Construction is set to start next year on a controversial 3.3 km-long tunnel to replace a heavily-used highway next to the U.K.’s prehistoric Stonehenge circle in England unless a final legal challenge scuttles the $2.1-billion project.

In early November, U.K. transportation secretary Grant Shapps approved a proposal by Highways England for the 13-km highway that includes twin bored tunnels to replace a busy stretch of the A303 highway, which passes about 165 m, or 540 ft, from the monoliths.

The English Heritage, which manages the monument, and the National Trust, owner of the surrounding land, welcomed Shapps’ decision. “The long-term benefits to the public, history and wildlife will be significant – reuniting this remarkable landscape, reducing the sight and sound of traffic,” they claimed in a joint statement with the U.K.’s Historic England.

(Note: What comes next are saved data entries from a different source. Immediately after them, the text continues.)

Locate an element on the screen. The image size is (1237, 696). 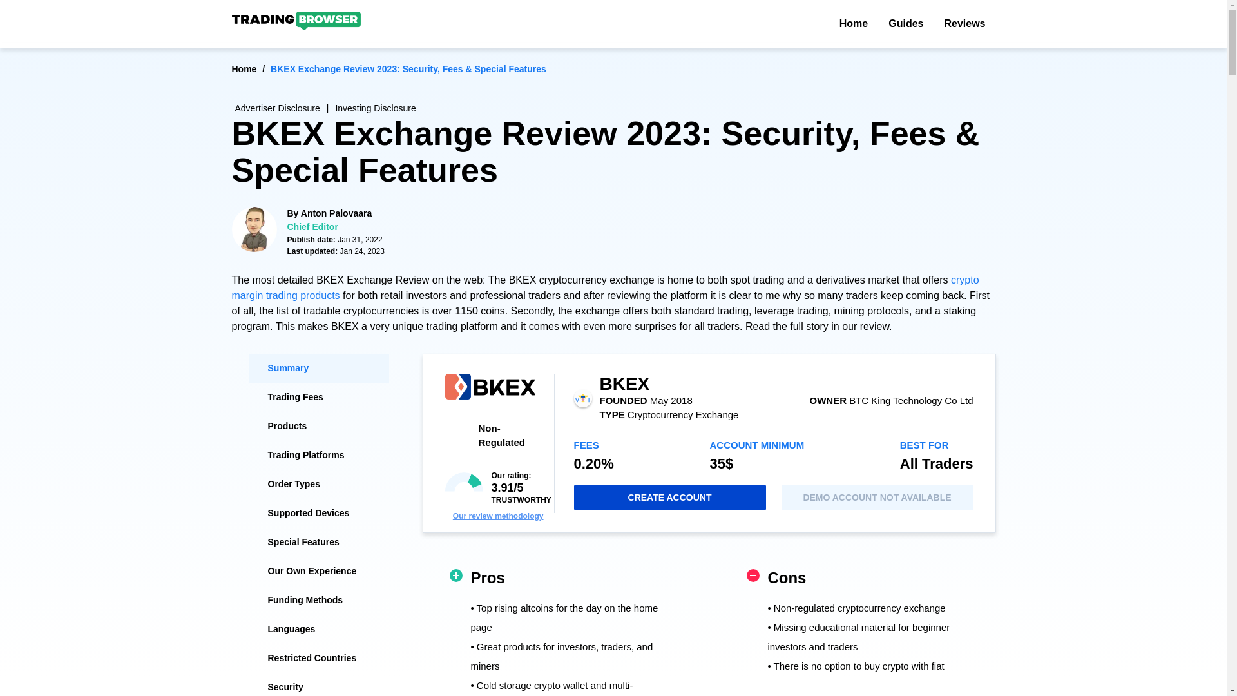
Trading Fees is located at coordinates (318, 397).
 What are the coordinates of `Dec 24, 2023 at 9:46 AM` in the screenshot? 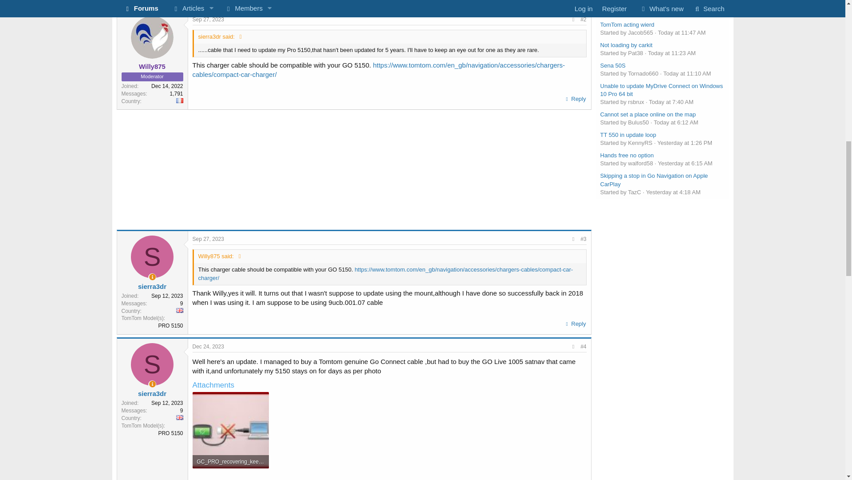 It's located at (208, 346).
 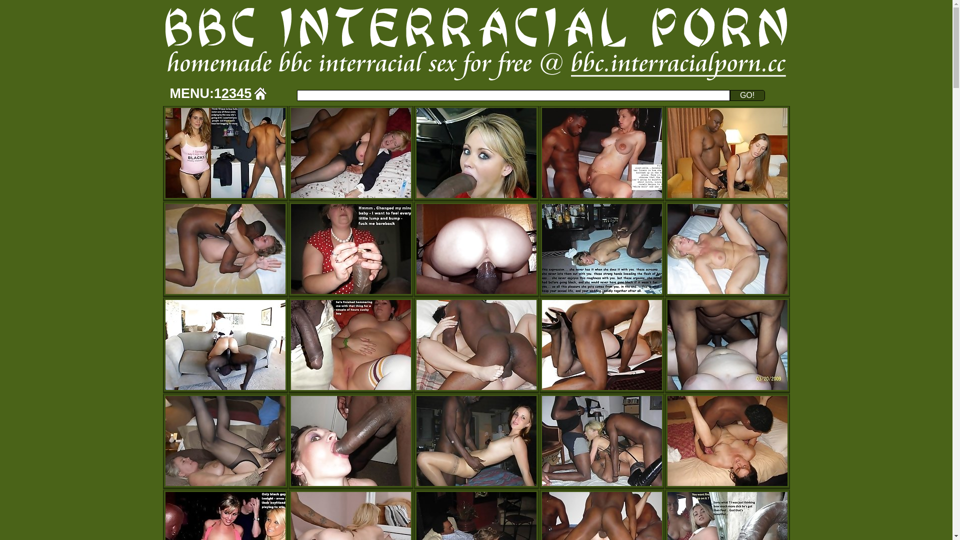 What do you see at coordinates (225, 93) in the screenshot?
I see `2` at bounding box center [225, 93].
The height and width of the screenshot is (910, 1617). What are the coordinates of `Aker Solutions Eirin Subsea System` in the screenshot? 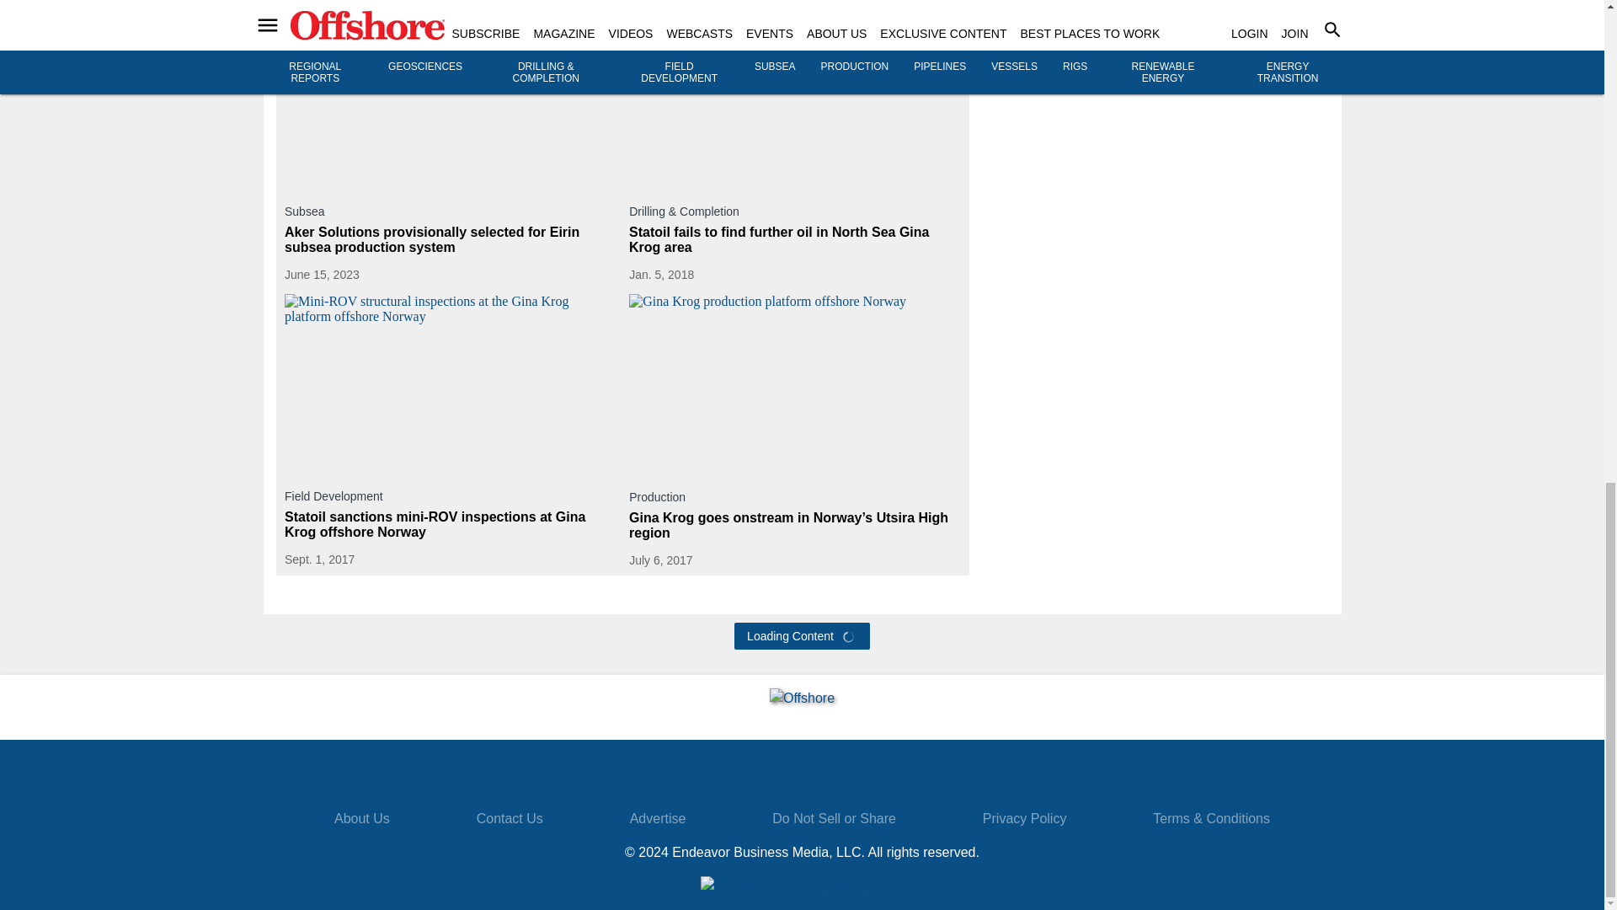 It's located at (450, 101).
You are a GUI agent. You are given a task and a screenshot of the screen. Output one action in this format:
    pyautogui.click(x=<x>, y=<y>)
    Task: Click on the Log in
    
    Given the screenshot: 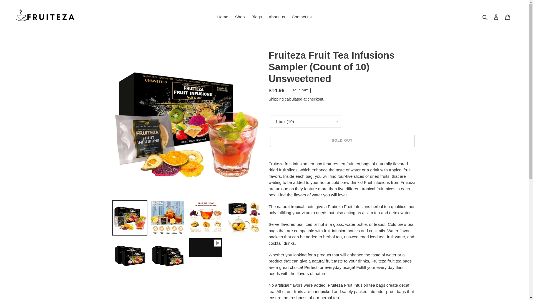 What is the action you would take?
    pyautogui.click(x=496, y=17)
    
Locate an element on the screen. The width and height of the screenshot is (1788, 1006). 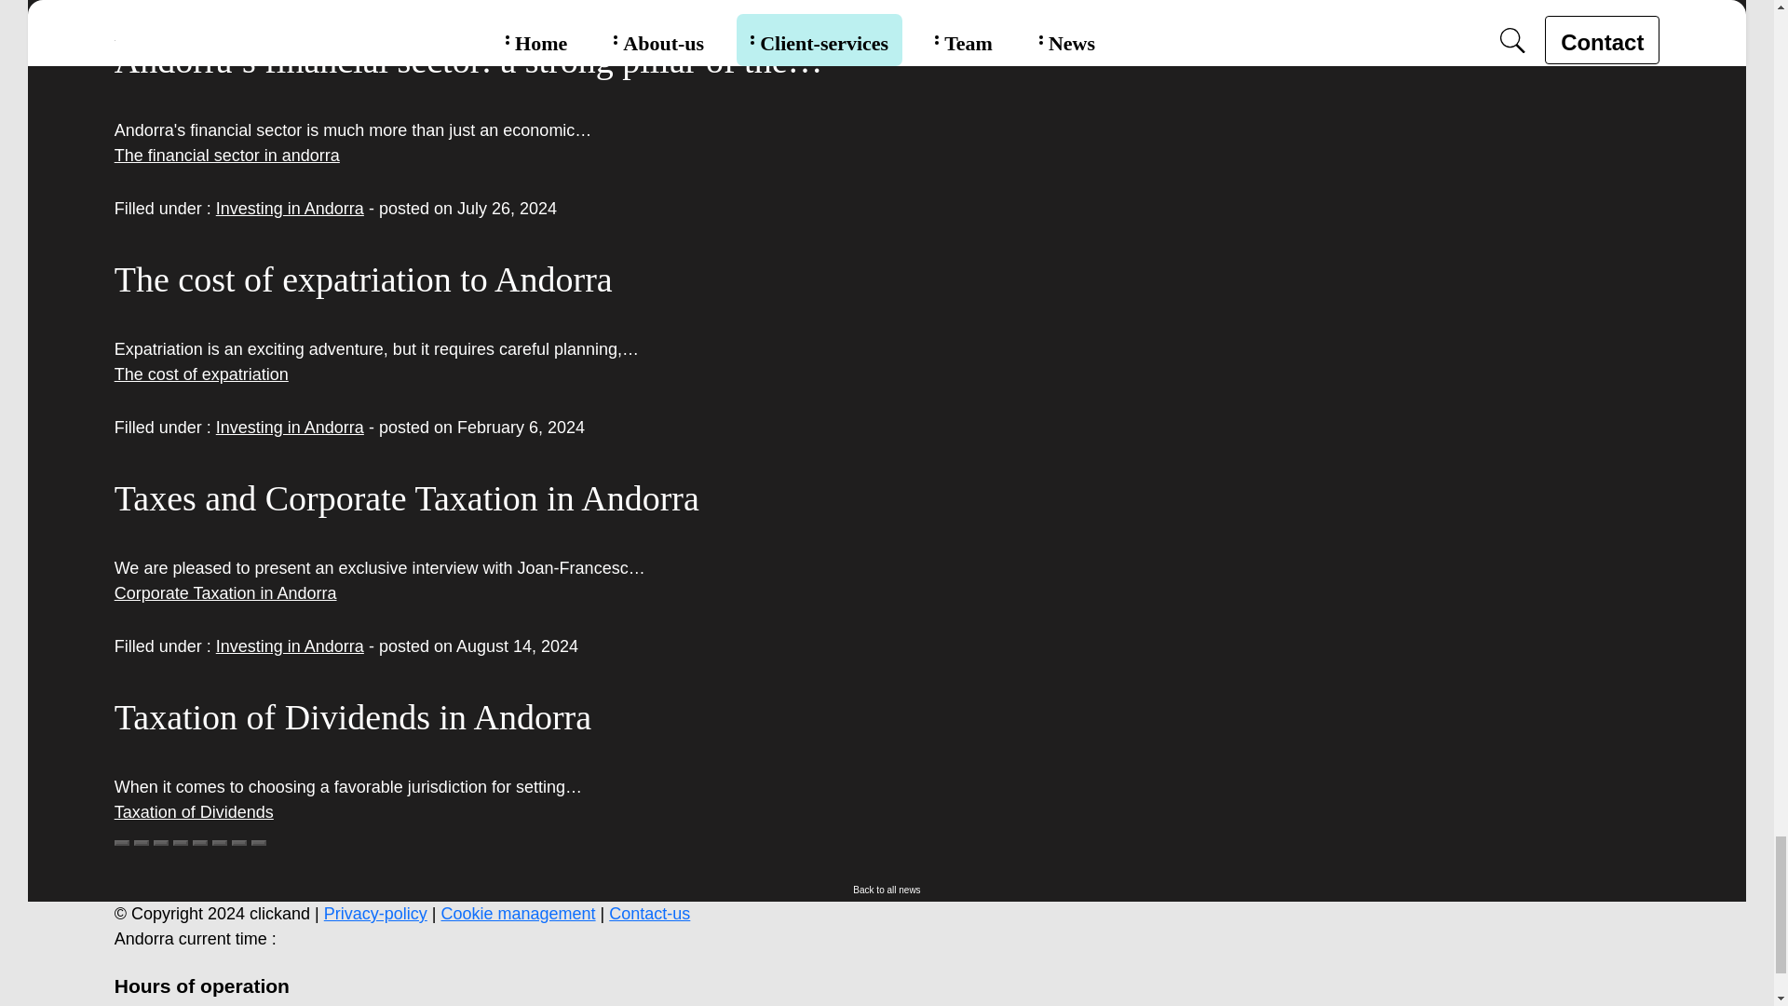
Investing in Andorra is located at coordinates (291, 427).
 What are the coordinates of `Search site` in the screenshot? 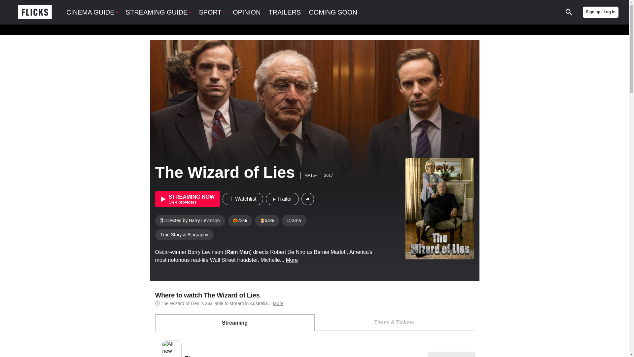 It's located at (568, 12).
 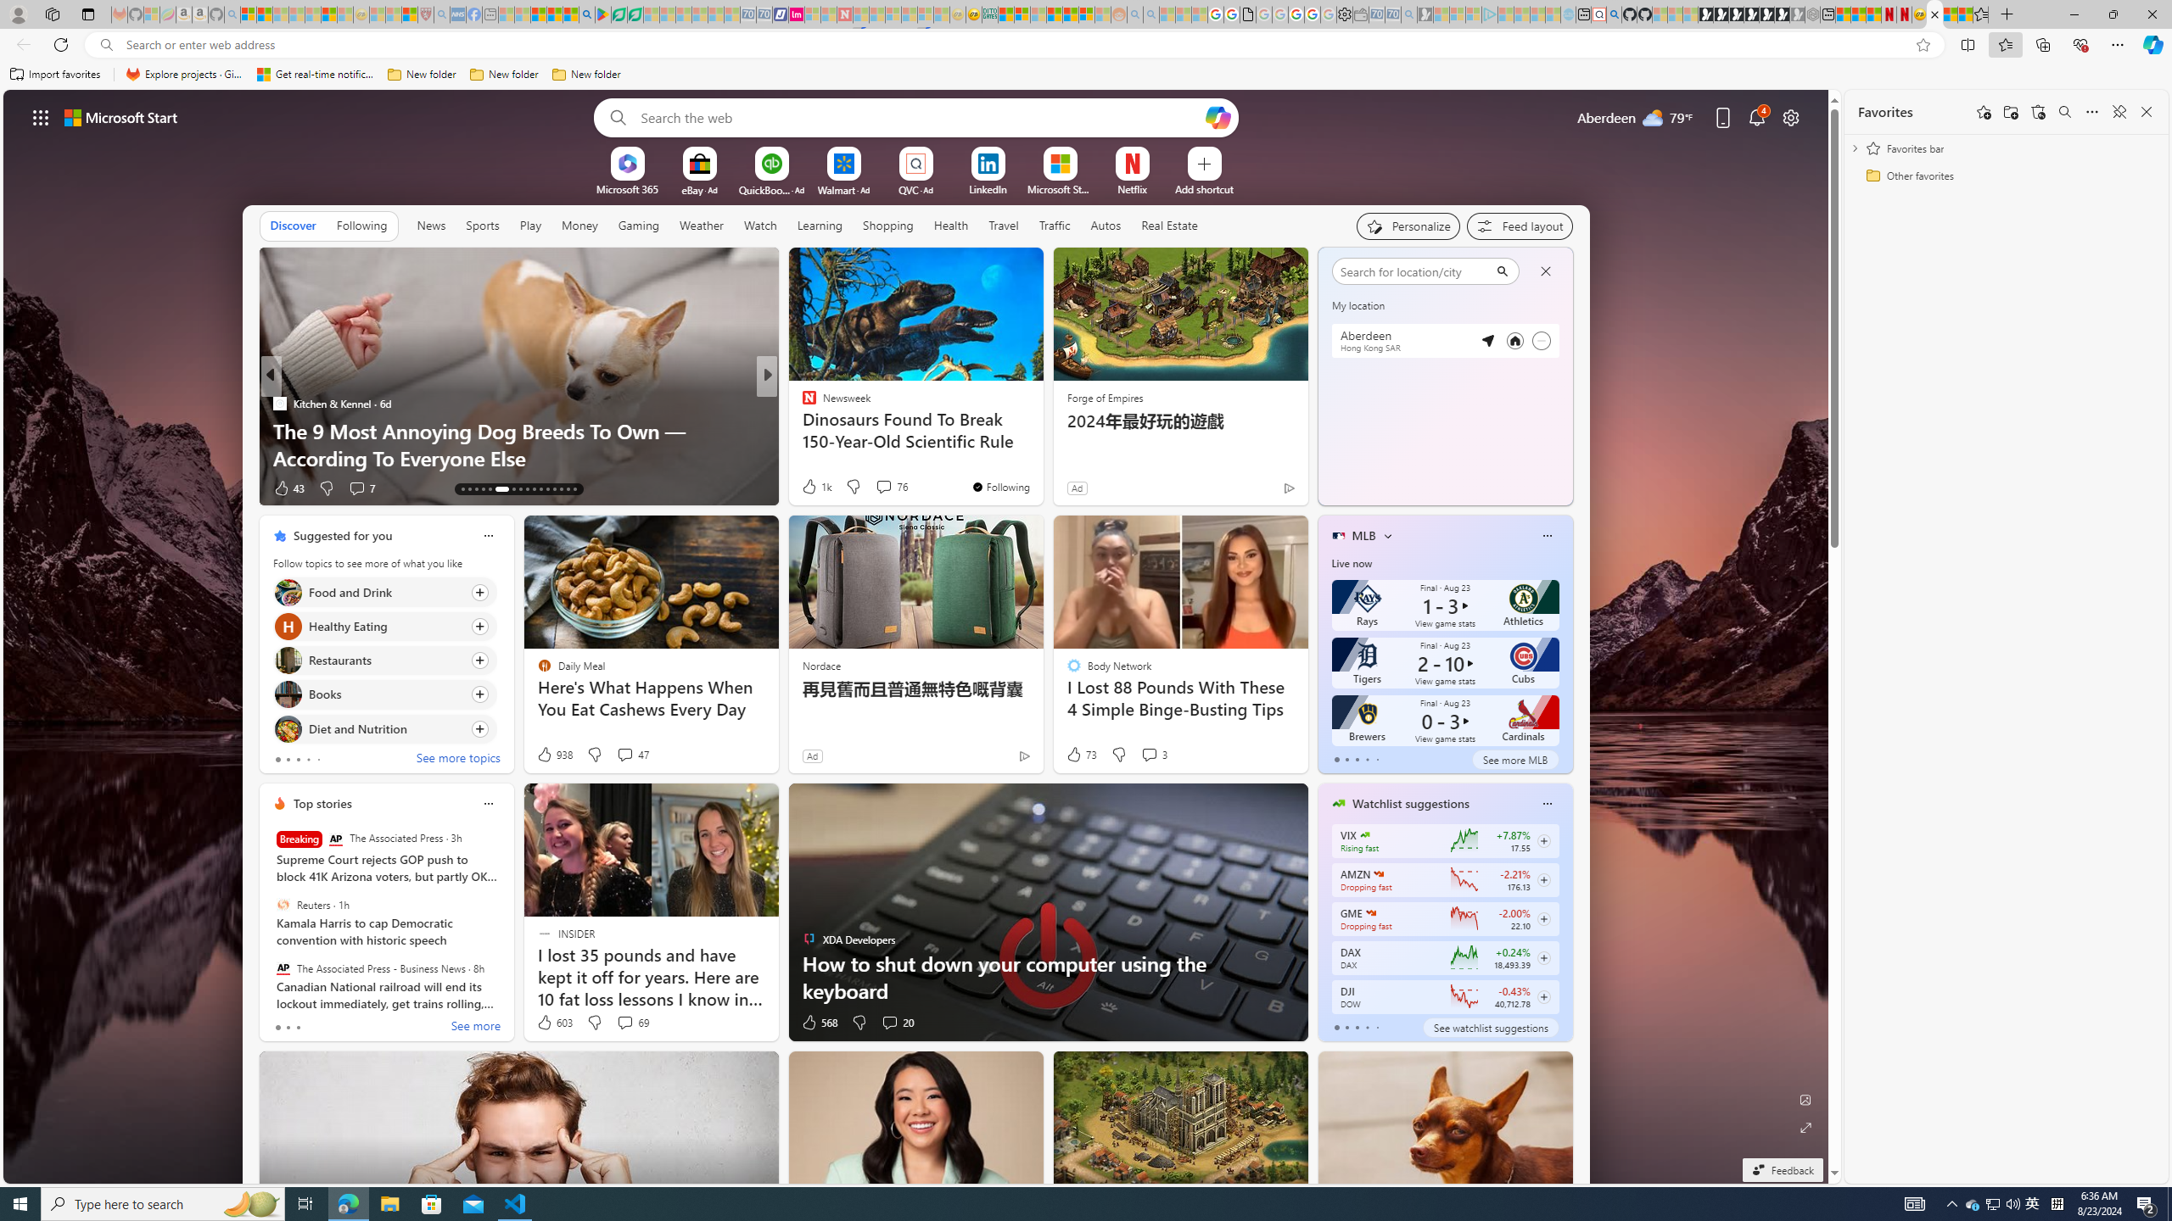 I want to click on 85 Like, so click(x=811, y=489).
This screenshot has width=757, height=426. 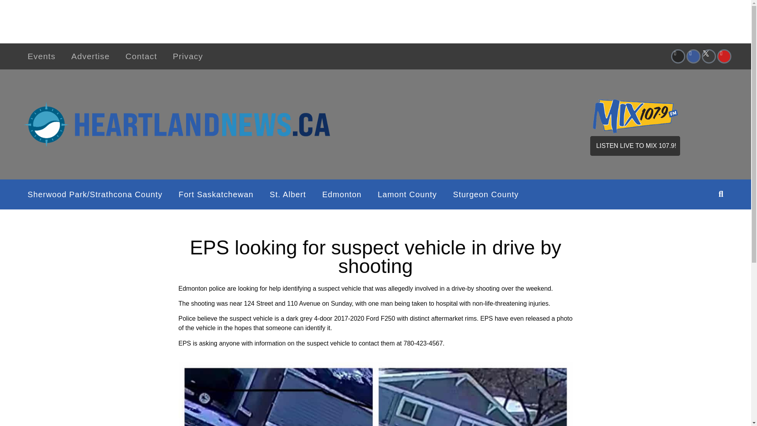 I want to click on Events, so click(x=41, y=56).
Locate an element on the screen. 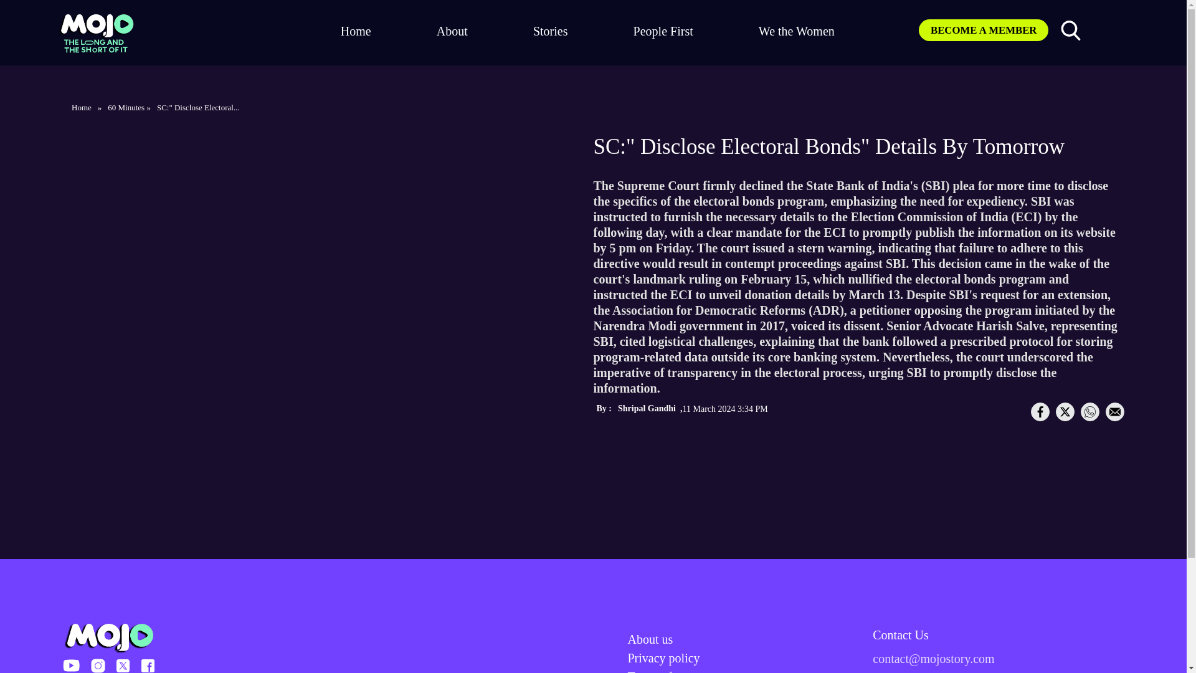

But critics say the new highway’s construction, including a new viaduct, would “trash” prehistoric artifacts distributed around the 25-sq-km World Heritage Site, according to Kate Fielden, a member of the archaeological protection group Stonehenge Alliance in the lead up to an earlier inquiry into the plan. “The integrity of the while site would be damaged,” she says.

In fact, Shapps’ decision overrules recommendations to reject the plan from the government’s own Planning Inspectorate and triggered a final assault by objectors.

“Five independent planning inspectors, having reviewed 1,493 documents and three weeks of oral evidence, concluded that the…proposals… would cause ‘substantial harm’ to the world heritage site and should be refused,” noted officials from the independent Council for British Archaeology. English Heritage and the National Trust have conflicts because they have “special ownership, management and commercial interests” in the site, they added.

Stirred by Shapps’ decision, the organization Save Stonehenge World Heritage Site is looking to raise up to $67,000 to challenge the decision in the courts.

Meanwhile, Highways England awarded an $11.3-million preliminary works contracts and commissioned $47 million of archaeological investigations, aiming to start work early next year.

Stonehenge is set in a landscape rich in monuments from the early Neolithic, late Neolithic and early Bronze Age eras, according to English Heritage.

Roughly 30.5 m diameter, the stone circle was erected about 4,500 years ago within an earthworks enclosure built some 500 years earlier. Of the 30 stones that would have formed the outer ring, 17 remain standing linked by 6 lintels. Another eight uprights and two lintels lie flat on the ground.

These stones are 2.4 m to 6.9 m tall and weigh generally 25 tonnes, according to English Heritage.

Numerous smaller “bluestone” monoliths, weighing 2 to 5 tonnes each are dotted within the outer ring.